All of this has implications for the effect, if any, of our own counterterrorist and military operations overseas on the level of threat to the U.S. homeland. Some such operations, including the firing of missiles from unmanned aircraft at individual targets in northwest Pakistan and elsewhere, have contributed to the eroding of the organizational capabilities of foreign terrorist groups and specifically al Qaeda. To the extent those capabilities are relevant to possible attacks on the U.S. homeland — and for the reasons I mentioned, that relevance is limited — they might have some positive effect on homeland security. Kinetic operations do not diminish the ideological and inspirational role that now is probably the more important contribution that al Qaeda makes to threats to American security.

The larger use of U.S. military force now under discussion is, of course, the counterinsurgency in Afghanistan. Pursuing and expanding that counterinsurgency would not reduce the threat of terrorist attack to the U.S. homeland. The people we are fighting — Afghans loosely grouped under the label "Taliban" — have no interest in the United States except insofar as we are in Afghanistan and frustrating their objectives there. Their sometime allies in al Qaeda do not require a piece of physical territory to conceive, plan, prepare, and conduct terrorist operations against Western interests. To the extent the group finds a physical haven useful, even a successful counterinsurgency in line with Gen. Stanley McChrystal’s strategy would still leave such havens available to the group in Pakistan, in the unsecured portions of Afghanistan, or elsewhere.

Meanwhile the use of military force can exacerbate the terrorist threat by stoking anger against the United States and U.S. policies, largely because of the inevitable collateral damage. The anger increases the likelihood of people sympathizing with or supporting anti-U.S. terrorism, and in some cases joining or initiating such terrorism themselves. We already have seen such angry anti-Americanism in response to some of the missile strikes, and on a larger scale in response to military operations on the ground in Afghanistan, where previously dominant pro-American opinion has in large part dissipated. An expansion of the counterinsurgency would add resentment against the United States as a perceived occupying power to the anger over collateral damage.

We also have already seen such sentiments translate into anti-U.S. violence in Afghanistan in the form of many Afghans who have no liking for Taliban ideology or rule but have taken up arms to oppose American forces.

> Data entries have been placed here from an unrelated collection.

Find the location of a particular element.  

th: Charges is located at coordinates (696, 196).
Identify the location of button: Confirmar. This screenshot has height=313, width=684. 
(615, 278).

Similar sentiments can have similar effects far from the field of battle, including in the U.S. homeland. Of all the elements of terrorism and counterterrorism that move easily across continents and oceans in a globalized world, emotion-stoking news about controversial policies and events is one of the easiest to move. However one chooses to characterize what Maj. Nidal Hasan did at Fort Hood, his reported sentiments about America’s current overseas wars and how these sentiments figured into the action he took illustrate a phenomenon that we should not be surprised to see more of, albeit in different forms.

The indirect effects of anger and resentment are inherently more difficult to gauge or even to perceive than the direct effects of military action in seizing or securing territory or in killing individual operatives. But this does not mean they are less important in affecting terrorist threats. They are the main reason that in my judgment, expansion and extension of the counterinsurgency in Afghanistan is more likely to increase than to decrease the probability that Americans inside the United States will fall victim to terrorism in the years ahead.

Paul R. Pillar is a former deputy chief of the Counterterrorist Center at the CIA and a nonresident fellow of the Quincy Institute for Responsible Statecraft.